Wednesday, November 10, 2010

A quiet week...

During these past seven or eight days, I have spent much time in prayer. On my knees. At the kitchen sink. Driving from one place to another. Sitting still. Remembering. Wishing. Hoping. Sending out buckets and showers of love and light. Pleading for relief and peace.


I lit the pair of candles in the bottom right corner.
I never pray for myself alone. Ever.
*


For and and on behalf a friend and her daughter and their entire family.
For another one out on the west coast visiting family.
For another desperately seeking a job.
For another who began a new job recently, having to hand her son over to someone else to care for during the hours while she works.
For another watching her mother battle valiantly against that horrific monster of cancer.
For another who has moved back to the city of her upbringing, a place that holds both good and horrible memories.
For several sister-souls that are deciding whether or not to have children, fearful that motherhood may not be an option for them at all.
For another whose son was threatened at school - by a boy with a gun.
For another with a new granddaughter.
For another in a faraway country, still adjusting to life with a baby in her family's home.
For another whose son is entering the world of tennis, a demanding, expensive, time-ravenous world.
For another who underwent surgery yesterday.
For another whose refusal to rest and enjoy the simple pleasures in life both wearies and worries me.

And for so many others, that this list - and my time in prayer -
could, can, and often does go on for pages and hours and entire days.


I stood under this hole in the ceiling of the Pantheon in Rome for a long time.
I felt the ceiling of my soul open wide as I stood there looking up.
Love and light poured in. So did sorrow and pain.
I often recall Jen Lemen's words when the sorrow feels too big:
"Something healing this way comes."
*

Just now, when I sat down to think about and pray for the dear ones listed here and the many others that enter my mind and heart whenever I crack my soul open even just a little bit, I looked up at the wall above my desk and an email sent to me about a year ago caught my eye. My best friend from childhood back in Brooklyn wrote it at a time when my family and I, but especially my dear daughter, was heavy in her thoughts and prayers. I trust that she won't mind if I share part of that email here with you, my dear friends, who are often in my thoughts and prayers.

She wrote: "This morning in my little prayer closet (yes, I've actually transformed a corner of my closet into a little prayer closet) you and Kris were very much on my heart. I'm thankful for the progress made so far and all the great things God has done. And I hear the Lord saying, 'Am I not about to preserve and save? Am I not able to do exceedingly abundantly beyond man's greatest, most creative and cunning thoughts? This has never been out from under my control even though at times it felt as though it was. If I can hold the world together simply by the power of My word, shall I not surely hold you together, Kris together, your family togther and bring you through to the most powerful testimony you could have ever thought possible I would give you to share? I see your tiredness and I'm aware of how you feel. My grace, my grace is ever sufficient for you. Can I not multiply it so that it is enough? Just like fish and bread, there will be extra baskets full. And you can share it with, impart it to someone else in need of that same grace.'"

She was right. We have come through to a place we couldn't have imagined at that difficult time. Our family and my daughter and I have been held together - sometimes by the thinnest and weakest of cords. Frayed cords. But we are still together.

And now I am able to share grace and strength and encouraging words and stories of our experiences, my experiences with others at times when they are desperately in need of a listening ear and a helping hand. I can hold on to hope for others who are now facing and fighting battles that feel overwhelming, challenges that feel insurmountable, and mountains that feel both immoveable and unclimbable. I pray that each one will pay the prayers and support forward, to the mothers and friends and neighbors and parents and children in their current life situations - and in the future - who need hope and tenderness and mercy and forgiveness and acceptance to be held and offered to them.


Prayer on the wall in the basement of the National Cathedral, Washington, DC.
*


It has been a quiet week. Tear-soaked. Prayer-woven. Hope-full.
Day after day, hour after hour, I return to the same lines, the same thoughts, the same pleas:
Lord, have mercy. Christ, have mercy. Lord, have mercy.
All shall be well. All shall be well. All manner of thing shall be well.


* _Exercise requirements_:
Could you return each line of the material that has "diagram" in it?

── Record excerpts ──

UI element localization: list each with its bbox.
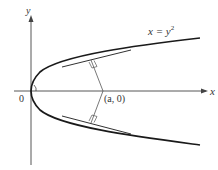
diagram-canvas: x y 0 (a, 0) x = y2 bbox=[0, 0, 218, 170]
curve-equation-label: x = y2 bbox=[147, 24, 175, 37]
parabola-diagram: x y 0 (a, 0) x = y2 bbox=[0, 0, 218, 170]
point-a-label: (a, 0) bbox=[104, 93, 125, 105]
vertex-angle-arc bbox=[34, 85, 36, 91]
origin-label: 0 bbox=[19, 93, 24, 104]
x-axis-label: x bbox=[209, 85, 215, 97]
y-axis-arrow-icon bbox=[29, 15, 34, 22]
y-axis-label: y bbox=[25, 5, 31, 16]
lower-tangent-line bbox=[62, 116, 131, 134]
x-axis-arrow-icon bbox=[201, 89, 208, 94]
upper-normal-line bbox=[91, 60, 103, 91]
equation-exponent: 2 bbox=[171, 24, 175, 32]
equation-base: x = y bbox=[147, 25, 171, 37]
lower-normal-line bbox=[91, 91, 103, 123]
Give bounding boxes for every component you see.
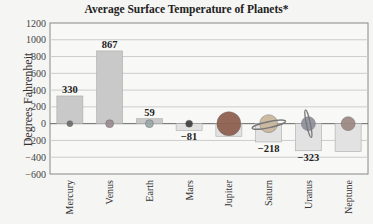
x-tick-label: Jupiter	[223, 179, 234, 207]
y-tick-label: 1200	[26, 18, 46, 29]
y-tick-label: −200	[25, 135, 46, 146]
y-tick-label: 400	[31, 85, 46, 96]
y-tick-label: 0	[41, 118, 46, 129]
data-label: −218	[258, 143, 280, 154]
x-tick-label: Venus	[104, 180, 115, 205]
earth-planet-icon	[145, 120, 153, 128]
mars-planet-icon	[186, 120, 193, 127]
y-tick-label: −600	[25, 169, 46, 180]
y-tick-label: −400	[25, 152, 46, 163]
x-tick-label: Uranus	[303, 180, 314, 209]
x-tick-label: Earth	[144, 180, 155, 202]
data-label: −81	[181, 131, 197, 142]
uranus-planet-icon	[301, 117, 315, 131]
y-tick-label: 600	[31, 68, 46, 79]
data-label: 330	[62, 84, 78, 95]
venus-planet-icon	[106, 120, 114, 128]
data-label: 59	[144, 107, 155, 118]
jupiter-planet-icon	[217, 112, 241, 136]
mercury-planet-icon	[67, 121, 73, 127]
data-label: 867	[102, 39, 118, 50]
x-tick-label: Saturn	[263, 180, 274, 206]
data-label: −323	[298, 152, 320, 163]
y-tick-label: 200	[31, 101, 46, 112]
bar-chart: 120010008006004002000−200−400−600330Merc…	[0, 0, 373, 224]
neptune-planet-icon	[341, 117, 355, 131]
x-tick-label: Neptune	[343, 179, 354, 213]
bar-venus	[97, 51, 123, 124]
bar-mercury	[57, 96, 83, 124]
x-tick-label: Mercury	[64, 180, 75, 214]
y-tick-label: 800	[31, 51, 46, 62]
y-tick-label: 1000	[26, 34, 46, 45]
x-tick-label: Mars	[184, 180, 195, 201]
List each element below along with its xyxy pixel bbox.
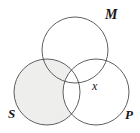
element-marker-x: x xyxy=(92,80,97,92)
venn-diagram-canvas xyxy=(0,0,140,133)
set-label-s: S xyxy=(8,107,15,120)
set-label-p: P xyxy=(125,108,133,121)
set-label-m: M xyxy=(105,8,117,22)
shaded-region-s-minus-p xyxy=(0,0,140,133)
venn-diagram-figure: M S P x xyxy=(0,0,140,133)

───

* _Task answer_:
diagram-canvas: x y 0 (a, 0) x = y2 bbox=[0, 0, 218, 170]
parabola-diagram: x y 0 (a, 0) x = y2 bbox=[0, 0, 218, 170]
venn-diagram-canvas xyxy=(0,0,140,133)
venn-diagram-figure: M S P x xyxy=(0,0,140,133)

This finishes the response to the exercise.